A Wearable Ultra-Low-Power System for EEG-Based Speech-Imagery Interfaces

Abstract

Speech imagery—mentally simulating speech without vocalization—is a promising control modality for brain–computer interfaces. This paper delivers the first end-to-end demonstration of EEG-based speech-imagery decoding on a low-channel, ultra-low-power wearable device. Building on the BioGAP platform and the lightweight VOWELNET neural network, the system classifies 13 classes (vowels, commands, and rest) with subject-specific training, reaching up to 50% accuracy (42.8% average) while operating in real time at 25.93 mW on a GAP9 processor. The device runs continuously for more than 21 hours with 40.9 ms latency and explores continual learning strategies and electrode placement.

Key Highlights

  • First fully wearable EEG speech-imagery decoding system supporting a 13-class vocabulary on the BioGAP platform.
  • Lightweight VOWELNET network delivers up to 50% accuracy (42.8% average) with 40.9 ms latency at 25.93 mW on GAP9.
  • Operates for more than 21 hours and explores electrode placement and continual learning strategies for practical deployment.
Thorir Mar Ingolfsson
Thorir Mar Ingolfsson
Postdoctoral Researcher

I develop efficient machine learning systems for biomedical wearables that operate under extreme resource constraints. My work bridges foundation models, neural architecture design, and edge deployment to enable real-time biosignal analysis on microwatt-scale devices.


-- What you have to do --
Examine each line of the listing below. Copy those in which the string "Image" appears.

-- Extracted information --
# # # #

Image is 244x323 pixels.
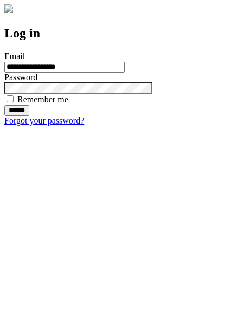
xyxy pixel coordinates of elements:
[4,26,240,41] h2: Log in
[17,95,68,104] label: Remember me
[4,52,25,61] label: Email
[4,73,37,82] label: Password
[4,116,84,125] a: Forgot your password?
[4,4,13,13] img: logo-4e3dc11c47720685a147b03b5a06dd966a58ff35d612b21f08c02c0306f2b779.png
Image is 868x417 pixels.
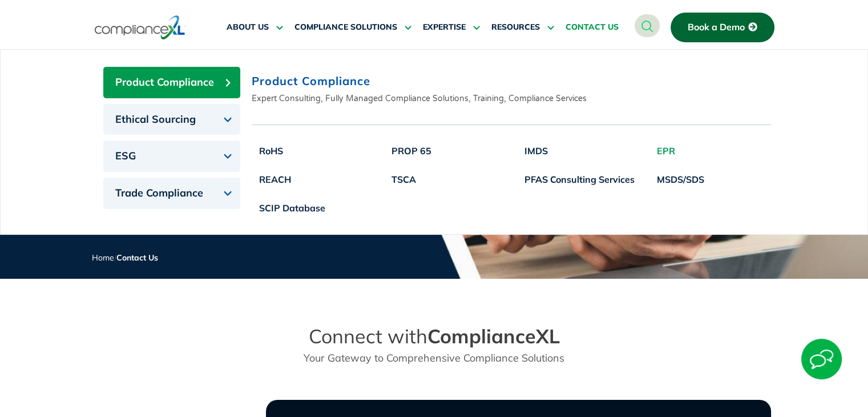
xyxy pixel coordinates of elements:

# # # #

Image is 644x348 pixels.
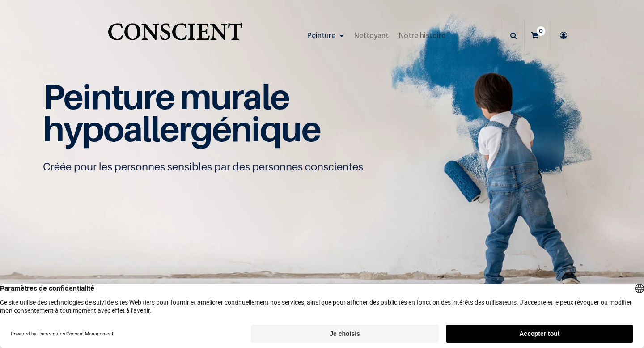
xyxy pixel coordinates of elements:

# # # #

-- The answer --
Image is 244x323 pixels.
Image is 868x417 pixels.
Image is 644x348 pixels.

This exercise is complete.